Can Hardware Reconfigure Itself in Real Time? NextSilicon’s Adaptive Compute

EE Times
EE TimesMay 23, 2026

Why It Matters

If practical at scale, NextSilicon’s adaptive compute could cut the inefficiencies of general‑purpose CPUs/GPUs by tailoring hardware to live workload behavior, reducing software rewrites and improving performance and efficiency for AI and HPC tasks. This would shift the optimization burden from developers to hardware and runtime systems, changing how compute stacks are designed and deployed.

Summary

NextSilicon is building a novel, runtime-reconfigurable processor that adapts its silicon in real time to match the code it’s running, rather than forcing software to be rewritten for fixed CPUs or GPUs. The architecture is a data‑flow “sea of values” — arrays of ALUs with no traditional instruction-fetch/core overhead — and relies on telemetry to map and place hot segments of a program onto hardware dynamically. The company abandoned FPGA-based prototypes after finding vendor flows too slow and instead designed a custom chip that reconfigures at runtime to target the small fraction of code that dominates execution. CEO Allard Raz positions the approach as a practical alternative to heavyweight static compilation or asking customers to learn complex microarchitectures, with potential application to AI and high‑performance computing workloads.

Original Description

What if hardware adapted itself to your code instead of forcing developers to optimize for the hardware? In this episode of AI with Sally, Sally Ward-Foxton speaks with NextSilicon CEO Elad Raz about the company’s radically different approach to compute architecture: a runtime-reconfigurable processor designed to optimize itself while applications are running.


Copy the entire listing, down to the final line, exactly.

◆ ◆ ◆ ◆

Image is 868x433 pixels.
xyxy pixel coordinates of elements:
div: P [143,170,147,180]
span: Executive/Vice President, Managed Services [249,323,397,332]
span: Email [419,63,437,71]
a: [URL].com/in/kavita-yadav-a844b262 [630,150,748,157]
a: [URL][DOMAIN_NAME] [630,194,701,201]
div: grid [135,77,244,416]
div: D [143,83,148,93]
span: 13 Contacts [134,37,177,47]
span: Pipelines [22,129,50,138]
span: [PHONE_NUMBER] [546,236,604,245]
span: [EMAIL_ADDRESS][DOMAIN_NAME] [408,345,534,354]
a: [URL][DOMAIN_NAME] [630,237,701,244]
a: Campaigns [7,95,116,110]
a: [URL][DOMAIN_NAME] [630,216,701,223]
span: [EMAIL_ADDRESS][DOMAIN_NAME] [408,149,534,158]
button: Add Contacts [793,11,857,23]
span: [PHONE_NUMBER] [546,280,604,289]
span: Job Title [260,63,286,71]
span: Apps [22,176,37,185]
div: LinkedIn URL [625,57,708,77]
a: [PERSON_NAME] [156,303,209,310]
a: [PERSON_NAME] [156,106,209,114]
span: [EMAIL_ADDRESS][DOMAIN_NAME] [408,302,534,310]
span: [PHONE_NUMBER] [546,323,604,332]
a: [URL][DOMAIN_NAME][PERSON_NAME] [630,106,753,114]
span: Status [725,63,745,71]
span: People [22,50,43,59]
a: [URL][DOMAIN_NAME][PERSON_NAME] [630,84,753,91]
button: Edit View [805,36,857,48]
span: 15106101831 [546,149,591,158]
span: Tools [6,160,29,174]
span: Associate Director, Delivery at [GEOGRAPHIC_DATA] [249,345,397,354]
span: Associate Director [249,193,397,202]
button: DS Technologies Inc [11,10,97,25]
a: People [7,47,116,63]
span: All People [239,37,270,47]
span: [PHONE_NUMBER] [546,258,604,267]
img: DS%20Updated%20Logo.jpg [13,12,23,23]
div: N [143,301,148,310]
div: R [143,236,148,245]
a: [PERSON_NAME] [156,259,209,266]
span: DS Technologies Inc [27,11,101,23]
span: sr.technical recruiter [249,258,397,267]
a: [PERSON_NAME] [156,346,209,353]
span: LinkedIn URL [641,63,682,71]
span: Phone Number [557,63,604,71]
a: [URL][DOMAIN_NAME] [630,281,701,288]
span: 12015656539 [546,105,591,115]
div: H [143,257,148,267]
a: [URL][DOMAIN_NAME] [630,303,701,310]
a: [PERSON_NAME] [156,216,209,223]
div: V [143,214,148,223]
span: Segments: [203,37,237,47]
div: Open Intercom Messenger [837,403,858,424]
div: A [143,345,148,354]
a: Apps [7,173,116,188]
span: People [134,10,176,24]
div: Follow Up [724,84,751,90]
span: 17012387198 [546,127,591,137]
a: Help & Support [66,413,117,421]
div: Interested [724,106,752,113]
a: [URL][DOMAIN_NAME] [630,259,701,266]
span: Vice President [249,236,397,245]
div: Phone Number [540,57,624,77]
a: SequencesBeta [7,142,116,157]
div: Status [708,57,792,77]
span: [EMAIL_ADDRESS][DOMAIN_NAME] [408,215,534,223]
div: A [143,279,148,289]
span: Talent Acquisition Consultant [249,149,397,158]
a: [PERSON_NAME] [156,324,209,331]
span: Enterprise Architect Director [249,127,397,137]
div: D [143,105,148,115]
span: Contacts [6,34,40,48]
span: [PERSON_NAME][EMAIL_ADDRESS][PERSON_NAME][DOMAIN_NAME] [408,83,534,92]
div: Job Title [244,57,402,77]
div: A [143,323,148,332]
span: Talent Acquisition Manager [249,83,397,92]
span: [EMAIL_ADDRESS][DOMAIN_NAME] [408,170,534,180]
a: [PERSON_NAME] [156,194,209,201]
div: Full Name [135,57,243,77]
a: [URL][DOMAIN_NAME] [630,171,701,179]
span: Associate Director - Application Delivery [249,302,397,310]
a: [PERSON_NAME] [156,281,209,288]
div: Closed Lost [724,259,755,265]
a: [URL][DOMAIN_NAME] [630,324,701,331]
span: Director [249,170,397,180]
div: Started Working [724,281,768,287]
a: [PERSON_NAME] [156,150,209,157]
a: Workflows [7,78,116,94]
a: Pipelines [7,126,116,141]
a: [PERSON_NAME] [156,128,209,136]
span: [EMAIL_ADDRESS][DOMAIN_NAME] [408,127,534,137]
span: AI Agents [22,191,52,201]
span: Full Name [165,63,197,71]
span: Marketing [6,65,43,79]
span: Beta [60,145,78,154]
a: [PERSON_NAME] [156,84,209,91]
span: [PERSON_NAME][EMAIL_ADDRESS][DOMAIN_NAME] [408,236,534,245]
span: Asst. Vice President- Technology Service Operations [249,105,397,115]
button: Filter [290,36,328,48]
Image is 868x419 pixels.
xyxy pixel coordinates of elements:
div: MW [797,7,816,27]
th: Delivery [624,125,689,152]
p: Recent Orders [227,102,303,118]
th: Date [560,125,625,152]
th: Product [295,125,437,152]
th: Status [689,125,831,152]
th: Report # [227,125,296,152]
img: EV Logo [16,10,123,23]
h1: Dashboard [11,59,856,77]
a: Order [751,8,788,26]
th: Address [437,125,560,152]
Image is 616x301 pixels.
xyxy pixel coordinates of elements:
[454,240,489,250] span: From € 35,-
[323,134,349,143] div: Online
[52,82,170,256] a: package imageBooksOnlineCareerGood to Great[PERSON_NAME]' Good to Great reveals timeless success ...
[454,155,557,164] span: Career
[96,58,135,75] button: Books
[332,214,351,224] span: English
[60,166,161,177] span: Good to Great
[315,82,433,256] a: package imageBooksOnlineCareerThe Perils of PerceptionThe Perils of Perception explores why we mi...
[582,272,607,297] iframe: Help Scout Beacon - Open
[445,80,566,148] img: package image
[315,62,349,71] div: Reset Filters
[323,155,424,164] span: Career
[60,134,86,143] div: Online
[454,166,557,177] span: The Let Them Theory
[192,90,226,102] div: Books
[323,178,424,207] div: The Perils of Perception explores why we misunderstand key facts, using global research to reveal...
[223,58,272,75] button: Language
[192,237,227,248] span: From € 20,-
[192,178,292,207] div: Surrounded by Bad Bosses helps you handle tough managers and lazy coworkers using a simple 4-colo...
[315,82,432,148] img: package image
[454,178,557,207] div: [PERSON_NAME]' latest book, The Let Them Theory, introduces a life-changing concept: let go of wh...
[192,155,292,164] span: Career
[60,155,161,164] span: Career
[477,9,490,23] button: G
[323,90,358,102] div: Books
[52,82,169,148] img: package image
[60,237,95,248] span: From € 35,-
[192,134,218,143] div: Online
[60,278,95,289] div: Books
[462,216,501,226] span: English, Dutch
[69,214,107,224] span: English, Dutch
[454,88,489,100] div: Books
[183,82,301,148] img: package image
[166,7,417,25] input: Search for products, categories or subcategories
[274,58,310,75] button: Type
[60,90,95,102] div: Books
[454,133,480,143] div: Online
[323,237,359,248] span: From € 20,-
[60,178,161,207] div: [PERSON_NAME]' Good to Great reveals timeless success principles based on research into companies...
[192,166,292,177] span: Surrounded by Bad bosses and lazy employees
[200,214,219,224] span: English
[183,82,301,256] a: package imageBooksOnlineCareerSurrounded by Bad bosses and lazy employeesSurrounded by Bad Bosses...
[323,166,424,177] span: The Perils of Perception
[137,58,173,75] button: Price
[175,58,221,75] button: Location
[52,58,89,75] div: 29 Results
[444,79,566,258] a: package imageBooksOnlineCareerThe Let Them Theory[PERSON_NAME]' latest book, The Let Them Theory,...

◆ ◆ ◆ ◆

Written answer>
Image is 868x433 pixels.
xyxy pixel coordinates of elements:
div: P [143,170,147,180]
span: Executive/Vice President, Managed Services [249,323,397,332]
span: Email [419,63,437,71]
a: [URL].com/in/kavita-yadav-a844b262 [630,150,748,157]
a: [URL][DOMAIN_NAME] [630,194,701,201]
div: grid [135,77,244,416]
div: D [143,83,148,93]
span: 13 Contacts [134,37,177,47]
span: Pipelines [22,129,50,138]
span: [PHONE_NUMBER] [546,236,604,245]
span: [EMAIL_ADDRESS][DOMAIN_NAME] [408,345,534,354]
a: [URL][DOMAIN_NAME] [630,237,701,244]
a: Campaigns [7,95,116,110]
a: [URL][DOMAIN_NAME] [630,216,701,223]
span: [EMAIL_ADDRESS][DOMAIN_NAME] [408,149,534,158]
button: Add Contacts [793,11,857,23]
span: [PHONE_NUMBER] [546,280,604,289]
span: Job Title [260,63,286,71]
span: Apps [22,176,37,185]
div: LinkedIn URL [625,57,708,77]
a: [PERSON_NAME] [156,303,209,310]
a: [PERSON_NAME] [156,106,209,114]
span: [EMAIL_ADDRESS][DOMAIN_NAME] [408,302,534,310]
span: [PHONE_NUMBER] [546,323,604,332]
a: [URL][DOMAIN_NAME][PERSON_NAME] [630,106,753,114]
span: Status [725,63,745,71]
span: People [22,50,43,59]
a: [URL][DOMAIN_NAME][PERSON_NAME] [630,84,753,91]
button: Edit View [805,36,857,48]
span: 15106101831 [546,149,591,158]
span: Tools [6,160,29,174]
span: Associate Director, Delivery at [GEOGRAPHIC_DATA] [249,345,397,354]
span: Associate Director [249,193,397,202]
button: DS Technologies Inc [11,10,97,25]
a: People [7,47,116,63]
span: All People [239,37,270,47]
span: [PHONE_NUMBER] [546,258,604,267]
img: DS%20Updated%20Logo.jpg [13,12,23,23]
div: N [143,301,148,310]
div: R [143,236,148,245]
a: [PERSON_NAME] [156,259,209,266]
span: DS Technologies Inc [27,11,101,23]
span: sr.technical recruiter [249,258,397,267]
a: [PERSON_NAME] [156,346,209,353]
span: LinkedIn URL [641,63,682,71]
span: Phone Number [557,63,604,71]
a: [URL][DOMAIN_NAME] [630,281,701,288]
span: 12015656539 [546,105,591,115]
div: H [143,257,148,267]
a: [URL][DOMAIN_NAME] [630,303,701,310]
a: [PERSON_NAME] [156,216,209,223]
div: V [143,214,148,223]
span: Segments: [203,37,237,47]
div: Open Intercom Messenger [837,403,858,424]
div: A [143,345,148,354]
a: Apps [7,173,116,188]
span: People [134,10,176,24]
div: Follow Up [724,84,751,90]
span: 17012387198 [546,127,591,137]
a: Help & Support [66,413,117,421]
div: Interested [724,106,752,113]
a: [URL][DOMAIN_NAME] [630,259,701,266]
span: Vice President [249,236,397,245]
div: Phone Number [540,57,624,77]
a: SequencesBeta [7,142,116,157]
div: Status [708,57,792,77]
span: [EMAIL_ADDRESS][DOMAIN_NAME] [408,215,534,223]
div: A [143,279,148,289]
span: Talent Acquisition Consultant [249,149,397,158]
a: [PERSON_NAME] [156,324,209,331]
span: Enterprise Architect Director [249,127,397,137]
div: D [143,105,148,115]
span: Contacts [6,34,40,48]
span: [PERSON_NAME][EMAIL_ADDRESS][PERSON_NAME][DOMAIN_NAME] [408,83,534,92]
div: Job Title [244,57,402,77]
div: A [143,323,148,332]
span: Talent Acquisition Manager [249,83,397,92]
span: [EMAIL_ADDRESS][DOMAIN_NAME] [408,170,534,180]
a: [PERSON_NAME] [156,194,209,201]
div: Full Name [135,57,243,77]
a: [URL][DOMAIN_NAME] [630,171,701,179]
span: Associate Director - Application Delivery [249,302,397,310]
a: [PERSON_NAME] [156,281,209,288]
div: Closed Lost [724,259,755,265]
a: [URL][DOMAIN_NAME] [630,324,701,331]
span: Director [249,170,397,180]
div: Started Working [724,281,768,287]
a: [PERSON_NAME] [156,150,209,157]
a: Workflows [7,78,116,94]
a: Pipelines [7,126,116,141]
a: [PERSON_NAME] [156,128,209,136]
span: [EMAIL_ADDRESS][DOMAIN_NAME] [408,127,534,137]
span: AI Agents [22,191,52,201]
span: Full Name [165,63,197,71]
span: Marketing [6,65,43,79]
span: Beta [60,145,78,154]
a: [PERSON_NAME] [156,84,209,91]
span: [PERSON_NAME][EMAIL_ADDRESS][DOMAIN_NAME] [408,236,534,245]
span: Asst. Vice President- Technology Service Operations [249,105,397,115]
button: Filter [290,36,328,48]
Image is 868x419 pixels.
xyxy pixel coordinates of elements:
div: MW [797,7,816,27]
th: Delivery [624,125,689,152]
p: Recent Orders [227,102,303,118]
th: Date [560,125,625,152]
th: Product [295,125,437,152]
th: Status [689,125,831,152]
th: Report # [227,125,296,152]
img: EV Logo [16,10,123,23]
h1: Dashboard [11,59,856,77]
a: Order [751,8,788,26]
th: Address [437,125,560,152]
Image is 616x301 pixels.
xyxy pixel coordinates of elements:
[454,240,489,250] span: From € 35,-
[323,134,349,143] div: Online
[52,82,170,256] a: package imageBooksOnlineCareerGood to Great[PERSON_NAME]' Good to Great reveals timeless success ...
[454,155,557,164] span: Career
[96,58,135,75] button: Books
[332,214,351,224] span: English
[60,166,161,177] span: Good to Great
[315,82,433,256] a: package imageBooksOnlineCareerThe Perils of PerceptionThe Perils of Perception explores why we mi...
[582,272,607,297] iframe: Help Scout Beacon - Open
[445,80,566,148] img: package image
[315,62,349,71] div: Reset Filters
[323,155,424,164] span: Career
[60,134,86,143] div: Online
[454,166,557,177] span: The Let Them Theory
[192,90,226,102] div: Books
[323,178,424,207] div: The Perils of Perception explores why we misunderstand key facts, using global research to reveal...
[223,58,272,75] button: Language
[192,237,227,248] span: From € 20,-
[192,178,292,207] div: Surrounded by Bad Bosses helps you handle tough managers and lazy coworkers using a simple 4-colo...
[315,82,432,148] img: package image
[454,178,557,207] div: [PERSON_NAME]' latest book, The Let Them Theory, introduces a life-changing concept: let go of wh...
[192,155,292,164] span: Career
[60,155,161,164] span: Career
[477,9,490,23] button: G
[323,90,358,102] div: Books
[52,82,169,148] img: package image
[60,237,95,248] span: From € 35,-
[192,134,218,143] div: Online
[60,278,95,289] div: Books
[462,216,501,226] span: English, Dutch
[69,214,107,224] span: English, Dutch
[454,88,489,100] div: Books
[183,82,301,148] img: package image
[166,7,417,25] input: Search for products, categories or subcategories
[274,58,310,75] button: Type
[60,90,95,102] div: Books
[454,133,480,143] div: Online
[323,237,359,248] span: From € 20,-
[60,178,161,207] div: [PERSON_NAME]' Good to Great reveals timeless success principles based on research into companies...
[192,166,292,177] span: Surrounded by Bad bosses and lazy employees
[200,214,219,224] span: English
[183,82,301,256] a: package imageBooksOnlineCareerSurrounded by Bad bosses and lazy employeesSurrounded by Bad Bosses...
[323,166,424,177] span: The Perils of Perception
[137,58,173,75] button: Price
[175,58,221,75] button: Location
[52,58,89,75] div: 29 Results
[444,79,566,258] a: package imageBooksOnlineCareerThe Let Them Theory[PERSON_NAME]' latest book, The Let Them Theory,...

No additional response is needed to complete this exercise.